WalterAlbritton
Column

Baptism stories are some of best stories preachers tell

Walter Albritton

Everybody loves a good baptism story. Tell one and you get to listen to a dozen more. It is like showing someone pictures of your grandchildren. Do it and you get to look at pictures of their grandkids.

Every preacher has a baptism account more exciting than your own. My friend Paul Duffey, now a retired Methodist bishop, told the first baptism story I ever heard. He spoke at a religious emphasis meeting when I was a student at Auburn, back when the school was still API.

Paul had us in stitches as he told about his attempt to baptize a rather large woman in a creek somewhere in Tennessee. When he pushed her head under the water, the swift water in the creek snatched her away from him. Moments later she burst up to the surface, gasping for air, 20 feet downstream.

Of course there are baptism stories and then there are baptism jokes. One of the best is about the drunk who came upon a warm Sunday afternoon baptizing in a creek. The preacher, standing waist deep in the water, called out to the drunk, “Brother, do you want to find Jesus?”

“Sure,” the drunk replied, and waded out into the water. The holy man promptly put him under for a few seconds. When he raised him up, he asked, “Did you find Jesus?”

“No sir,” he responded.

So the preacher put him under the water again, holding him down a little longer than before. Raising him up, the preacher asked the same question, “Did you find Jesus?” Again the drunk replied, “No sir.”

A third time the preacher pushed him all the way under. This time he held him down for at least a full minute, all the while praying aloud for the brother to find Jesus.

Asked a third time if he had found Jesus, the man struggled to breathe, broke loose from the preacher’s grasp, and said, “No, I didn’t find him and I don’t think Jesus is down there!”

A friend told me that her new church has a fountain outside the church. When they have a baptism, the bottom can be removed so that it is deep enough for a baptizing. She remembers with a smile an elderly woman wearing a shower cap on her head when she was baptized. The preacher was wise enough not to remove the cap and baptized her, cap and all.

The baptism of children is risky business. Their innocence can generate unexpected laughter. One little fellow came up out of the water and exclaimed loudly, “I tooted!” The pastor smiled and moved on. There is no response in the ritual for such a comment.

One woman shared with me that her husband was baptized in the Atlantic Ocean while he was in the Marine Corp. “The water was so cold that the preacher beat him out of the water,” she recalled.

My friend Betty Cates told me perhaps the funniest baptism story of all. She heard a Methodist preacher tell this for the truth. The preacher, who has two artificial legs, was wearing chest waders while baptizing a young girl.

To his great surprise the waders had holes in them. As the waders filled with water, he found it impossible to keep one of his legs from floating up. The girl being baptized knew about his legs and, trying to help, she pushed the leg down only to have the other leg pop up and hit her in the chin.

Capsized and helpless, the preacher almost drowned before someone jumped into the baptistry to save him. It took three people to drag the preacher out of the water.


§ **To do**
For each line of the data that includes the word "label", copy the line.

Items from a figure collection

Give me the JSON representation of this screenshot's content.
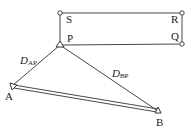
{
  "diagram": {
    "type": "survey-geometry",
    "colors": {
      "stroke": "#333333",
      "text": "#222222",
      "background": "#ffffff"
    },
    "rectangle": {
      "corners": {
        "S": {
          "label": "S",
          "x": 60,
          "y": 13,
          "marker": "circle"
        },
        "R": {
          "label": "R",
          "x": 182,
          "y": 13,
          "marker": "circle"
        },
        "Q": {
          "label": "Q",
          "x": 182,
          "y": 44,
          "marker": "circle"
        },
        "P": {
          "label": "P",
          "x": 60,
          "y": 45,
          "marker": "triangle"
        }
      }
    },
    "stations": {
      "A": {
        "label": "A",
        "x": 12,
        "y": 86,
        "marker": "triangle"
      },
      "B": {
        "label": "B",
        "x": 158,
        "y": 111,
        "marker": "triangle"
      }
    },
    "distances": {
      "AP": {
        "main": "D",
        "sub": "AP"
      },
      "BP": {
        "main": "D",
        "sub": "BP"
      }
    },
    "baseline": {
      "from": "A",
      "to": "B",
      "style": "double-line"
    }
  }
}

§ **Written solution**
          "label": "S",
          "label": "R",
          "label": "Q",
          "label": "P",
        "label": "A",
        "label": "B",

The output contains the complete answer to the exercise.